The spatial organisation prioritises clarity and legibility, with movement structured through a simple vertical hierarchy: public functions at ground level, shared circulation within the atrium, and private accommodation above. The garden strategy extends this idea further, with an edible garden at ground level and hydroponic growing systems in the basement supporting food production and landscape maintenance within the building. The atrium therefore operates not only as a circulation space, but as the defining architectural condition of the hotel, transforming movement, light, programme, and planting into a continuous internal environment. Rather than functioning as a closed hotel, the scheme is designed to create a connection between guests and the local community through shared spaces, visible activity, and a strong sense of internal life.
The external envelope is constructed using a combination of Corten steel and Shou Sugi Ban timber, selected for their durability, environmental performance, and response to Birmingham’s industrial context. Corten steel forms the primary structural cladding system, developing a protective oxidised surface over time that reflects the material ageing of the city’s manufacturing heritage.
The façade is structured on a strict grid derived from the original building’s structural rhythm.
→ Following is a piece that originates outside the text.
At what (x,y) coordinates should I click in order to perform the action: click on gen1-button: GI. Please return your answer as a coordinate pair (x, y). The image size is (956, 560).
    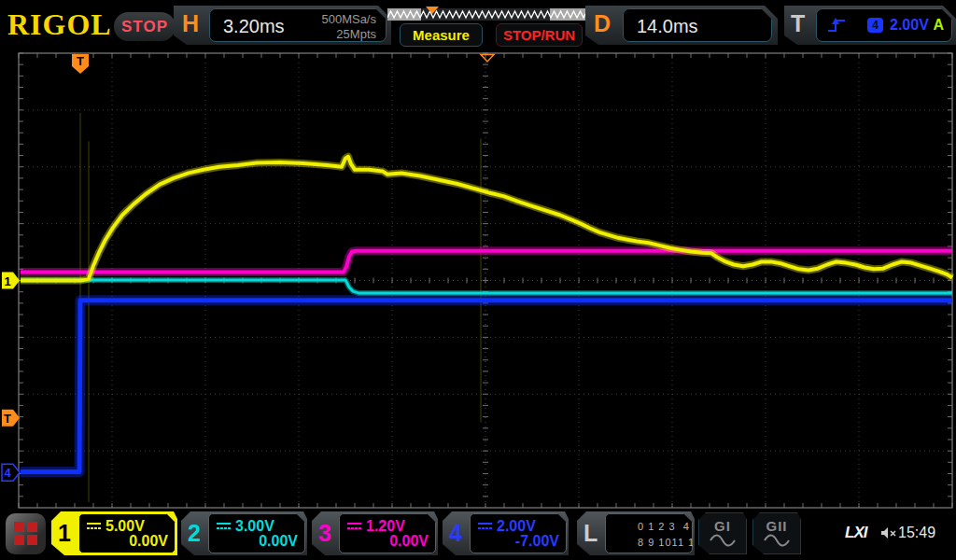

Within this grid, bay window elements are inserted in Corten steel, extending the depth of the façade and creating moments of occupation along the elevation. These interventions remain subordinate to the overall order, ensuring continuity between retained and new elements. A rainwater harvesting system is fully integrated into the façade and roof structure. A network of grid-based channels collects water across all external surfaces and directs it through concealed downpipes into underground storage. The system is designed as a performative envelope, making environmental processes visible while supporting building operation. Harvested water is reused for irrigation, greywater systems, and landscape maintenance, including the internal atrium planting strategy. This creates a closed-loop system that reduces reliance on external supply networks and supports long-term environmental resilience.
Together, the material and technical strategy positions the building as a responsive system, where façade, structure, and environment operate as an integrated whole rather than separate layers.